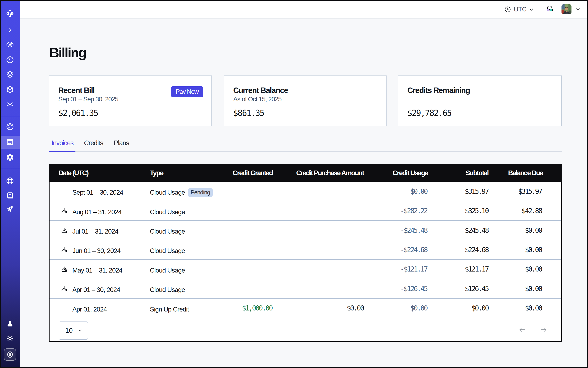 The width and height of the screenshot is (588, 368). What do you see at coordinates (543, 330) in the screenshot?
I see `next-page-button` at bounding box center [543, 330].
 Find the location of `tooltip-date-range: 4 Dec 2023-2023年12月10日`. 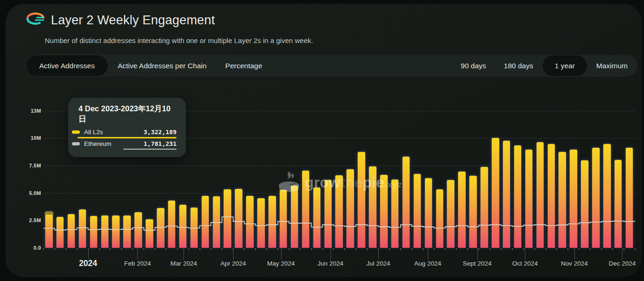

tooltip-date-range: 4 Dec 2023-2023年12月10日 is located at coordinates (127, 116).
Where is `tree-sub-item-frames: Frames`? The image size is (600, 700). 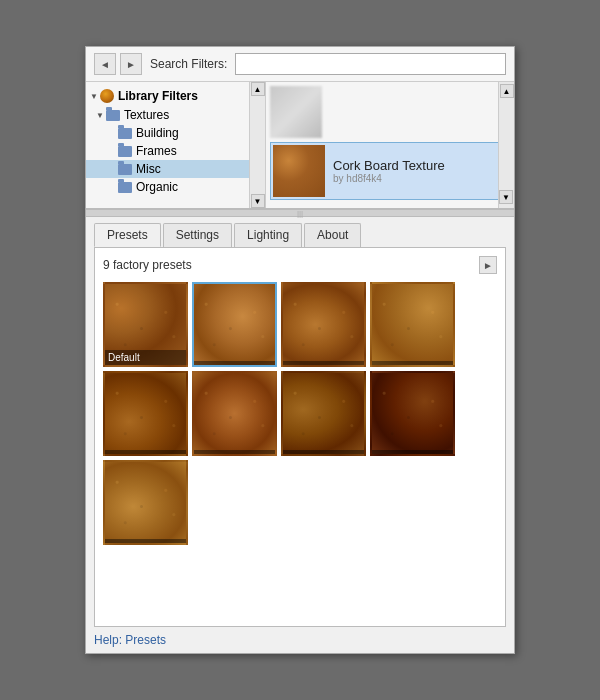
tree-sub-item-frames: Frames is located at coordinates (168, 151).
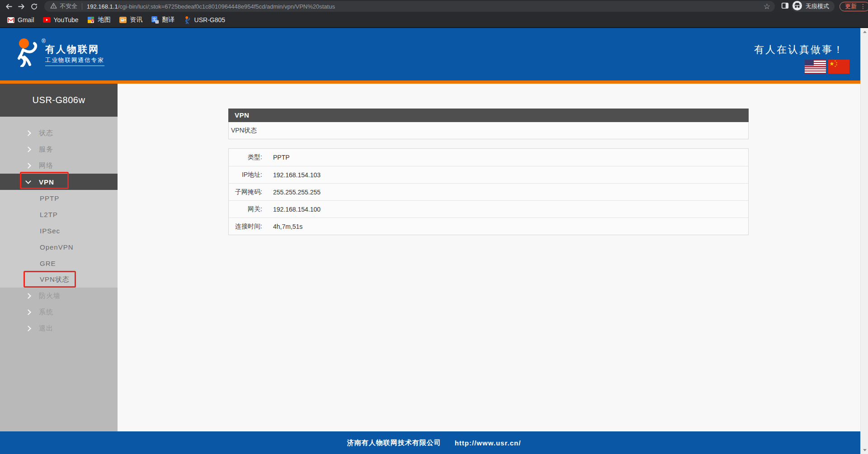 The width and height of the screenshot is (868, 454). I want to click on sidebar-menu-top: 状态 服务 网络, so click(59, 145).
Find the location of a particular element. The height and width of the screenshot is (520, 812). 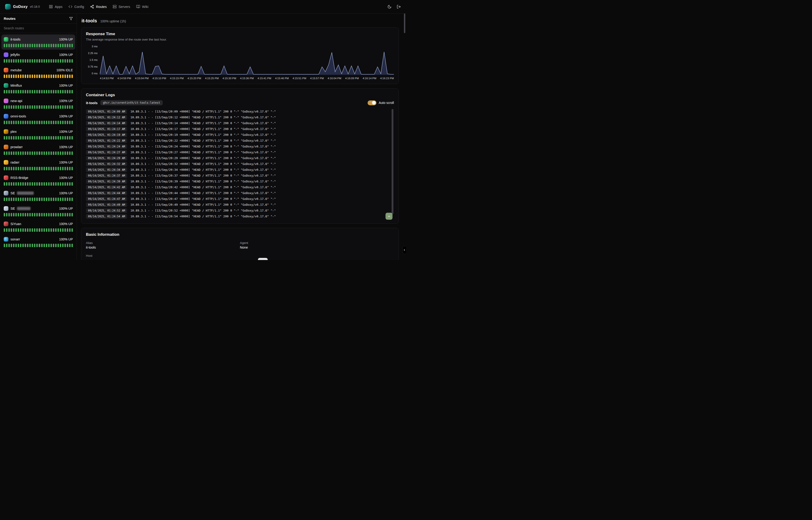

.....

* _Exercise directions_: Beginning with the line that contains "is (600, 700).", reproduce every line through the end of the records above exactly, leaving pictures out.

* _Task response_:
Where is `tree-sub-item-frames: Frames`? The image size is (600, 700). 
tree-sub-item-frames: Frames is located at coordinates (168, 151).
 The width and height of the screenshot is (868, 454). I want to click on sidebar-menu-top: 状态 服务 网络, so click(59, 145).
Find the location of a particular element. The height and width of the screenshot is (520, 812). 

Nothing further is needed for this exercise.